Qui in Italia il Tg1 ci ha nominato in tutto per 30 secondiostridicolo:
Italians are angry with their politicians; it would be foolish to ignore them | Anna Masera | Comment is free | guardian.co.uk
While Spain's indignados have made the news, Italy's version is now finally surfacing politically too: polled nationally during the last administrative elections, the groups that belong to the movement reached between 10 and 15% , including the 5 Star movement (Movimento 5 stelle) founded by Beppe Grillo. Also known as the grillini movement, it stresses that it is "neither on the right nor on the left" and grew mostly on the web without any big financial backing or media coverage, reaching well beyond 5% in Bologna, Milan and Turin.
Massimo Bugani, the mayoral candidate of the grillini in Bologna, who won an exceptional 10% of the votes in a traditionally leftist city, said: "My mother worked for 10 years in the press office of the council in Bologna ; my family voted centre-left, but hearing from the inside how things were not working, I looked for another party, so when Grillo started his blog, I was the 11th to sign up for the Bolognese meet-ups on the internet".
Grillo has proposed a popular law against the candidacy of politicians under investigation, and changes to the voting system. Like the Spanish protest movement, it wants to avoid association with any political party: both are "anti-party" and "anti-system" movements. And like the indignados, the 5 Star movement welcomes other forms of protest against a variety of issues, from the No Tav movement (which opposes the development of high-speed trains) to the protests against waste incinerators in Naples and the surrounding region of Campania. In short, movements of the disillusioned and the indignant who end up demonstrating against the existing politics, rather than offering an organic political proposal.
Going by last weekend's Spanish elections, the indignados have so far failed to inspire a new direction in politics. In Italy, established politicians have been quicker to latch on to these grassroots movements. Italy's anti-Berlusconi Democratic party commissioned (and financed) a documentary on Grillo's 5 Star movement and its "Woodstock-style" event of 2010, and published it for free on YouTube, to understand why the grillini refuse associations with traditional political parties. It is a reminder that the web is part of the grillini's strategy for success. According to Mario Adinolfi, an Italian blogger who caters to younger Italians looking for new kind of politics, "in Bologna and also elsewhere, the 5 Star movement used the internet intensively and better than anybody else".
It might be easy to write off the 5 Star movement as a purely ideological, rather than political, breed. But there's a danger in that kind of thinking, as Adinolfi warns: many initially dismissed the secessionist Lega Nord (Northern League) when it reached almost 10% of the vote at the 1996 general election – with much of its support coming from a traditionally working-class, leftwing constituency. But in the end, the Northern League resorted to traditional political machinations, siding with Berlusconi's rightwing coalition.
But the Democratic party should take care: it is more likely to win over the indignados of Italy with serious proposals for economic recovery rather than YouTube gimmicks.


WHAT THE EXERCISE ASKS
From start to finish, set down the entries below exactly, leaving out the pictures.

Items from a dataset
-------

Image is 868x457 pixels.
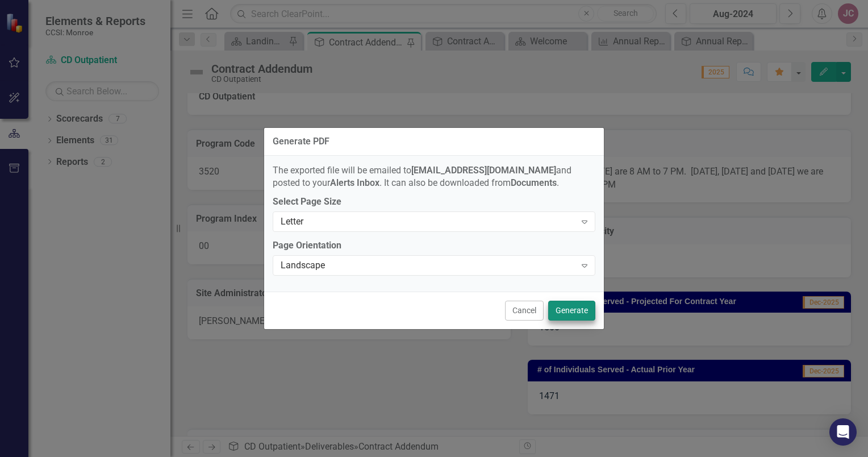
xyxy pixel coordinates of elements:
div: Open Intercom Messenger [830,419,857,446]
span: The exported file will be emailed to and posted to your . It can also be downloaded from . [272,165,571,189]
strong: Documents [511,177,557,188]
strong: [EMAIL_ADDRESS][DOMAIN_NAME] [411,165,556,176]
div: Letter [280,216,575,229]
button: Cancel [505,301,544,321]
div: Landscape [280,260,575,273]
strong: Alerts Inbox [330,177,380,188]
button: Generate [548,301,596,321]
label: Select Page Size [272,196,596,209]
label: Page Orientation [272,239,596,253]
div: Generate PDF [272,136,329,147]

-------

OUTPUT OF THE EXERCISE
Image is 868x457 pixels.
xyxy pixel coordinates of elements:
div: Open Intercom Messenger [830,419,857,446]
span: The exported file will be emailed to and posted to your . It can also be downloaded from . [272,165,571,189]
strong: Documents [511,177,557,188]
strong: [EMAIL_ADDRESS][DOMAIN_NAME] [411,165,556,176]
div: Letter [280,216,575,229]
button: Cancel [505,301,544,321]
div: Landscape [280,260,575,273]
strong: Alerts Inbox [330,177,380,188]
button: Generate [548,301,596,321]
label: Select Page Size [272,196,596,209]
label: Page Orientation [272,239,596,253]
div: Generate PDF [272,136,329,147]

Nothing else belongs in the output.